Implementation Analysis
- Create a reusable catalog layout.
- Frontmater configuration:
- Introduce aÂ
layout: catalog frontmatter field to specify the use of the catalog layout. - Add aÂ
catalogDir: "/path"Â frontmatter field to define the directory whose markdown files should populate the catalog layout. By default, this could be the parent directory of the file.
- Create an API endpoint for fetching a list of files (with the needed metadata) included in the
catalogDir. - In the
[[...slug]].page.tsx:
- fetch the index page metadata
- if
layout: catalogfetch files within thecatalogDirfrom the API - instead of rendering
MdxPagecomponent, render the blog layout/component
Metadata fields to display:
titledescriptiondate(if provided, order by it; otherwise sort by title and hide the date element)authors- (future)
tags
Flowershow compatibility (Is this necessary?)
To maintain compatibility with Flowershow config file, we could also add support for its blogDir, with the following exceptions:
blogDirwould no longer default to/content/blog/blogpath would be rendered as a blog index page only whenblogDiris specified.
=> If a Flowershow user relied on the default blogDir value and wants to have his blog at the usual /blog, he'd have to explicitly set blogDir: "/blog" in the config.json file.
Design
Use this Tailwind component: https://tailwindui.com/components/marketing/sections/blog-sections#component-71451303bfa569c95e0f084e67da54f2
Rabbit holes
No-goes
- don't enforce
/blogpath to be always used for the blog index page (as it is in Flowershow)

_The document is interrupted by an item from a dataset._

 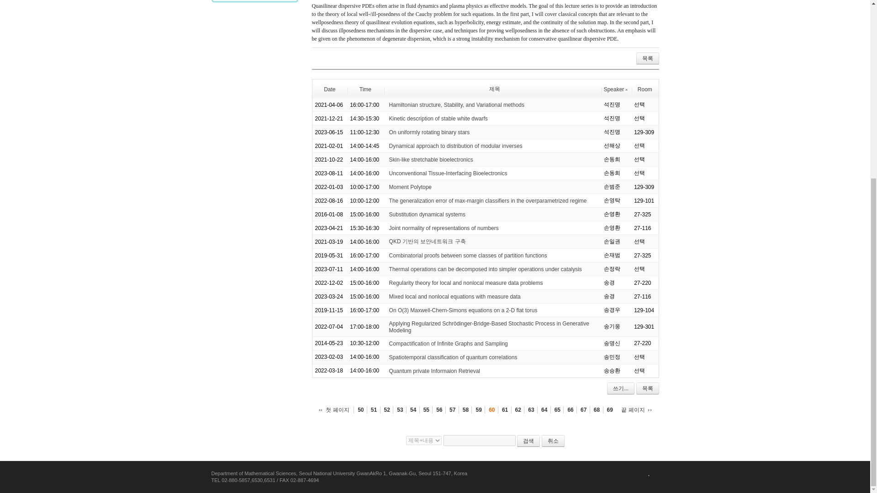 I want to click on Room, so click(x=645, y=89).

Appendix: Flowershow implementation considerations
In Flowershow there is only one special /blog page that displays all the markdown files from the blogDir configured in the config.json.

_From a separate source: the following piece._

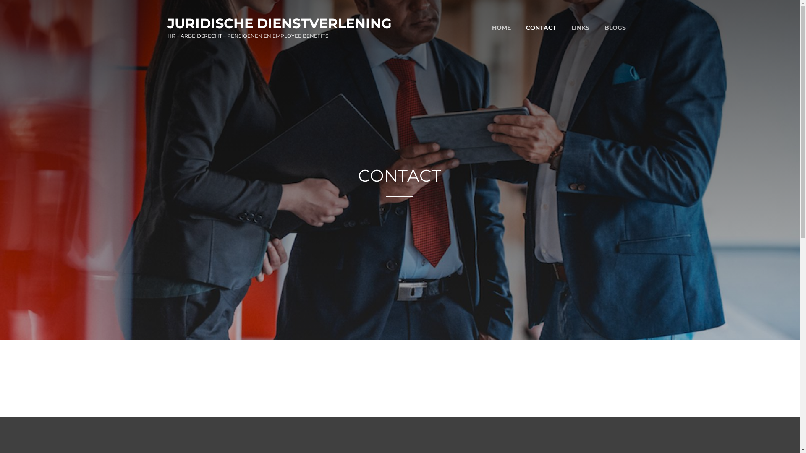 Image resolution: width=806 pixels, height=453 pixels. I want to click on BLOGS, so click(615, 28).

The problem with this approach is that /blog page is always going to use the special "catalog"/"blog" layout.
There is no way to:
- opt out of having
/blogpath use this template - having more pages like this, e.g.
/tutorials,/events,/recipes
I'd suggest making this more flexible and allowing people use this blog/catalog layout on any page they want.
Solution:
- build the
catalog(orblogor other name) layout - allow people to use it by setting
layout: catalogfrontmatter field on virtually any page they want - allow people to pick the directory that should be used to populate the layout, e.g.
catalogDir: "/tutorials"frontmatter field (by default it could be the parent directory of the file)
This way users wouldn't be bound to /blog path only. And you can have different catalog pages like that, e.g. /blog, /tutorials, /docs, /events ... in a single site.
Note in Flowershow we used to also have peopleDir that would point to a directory with markdown files holding information about content authors, that would then be displayed on blog pages.
@olayway great outline. I think we could do a bit more shaping here to flesh this out and then look at this. Definitely something we want for each the DataHub blog.
Quick thoughts:
- Is there some way to use our markdowndb and it's query language to allow selecting posts (or is this making things complex? probably ...)
Is there some way to use our markdowndb and it's query language to allow selecting posts (or is this making things complex? probably ...)
I wouldn't consider using markdowndb until we have a "proper" index of site files. Currently it's still just a JSON in a files column.
@rufuspollock I've added the shaping to the description. Please take a look and let me know what you think.
Acknowledging and wondering if we want to defer this on having a proper index of site files ... hmmm.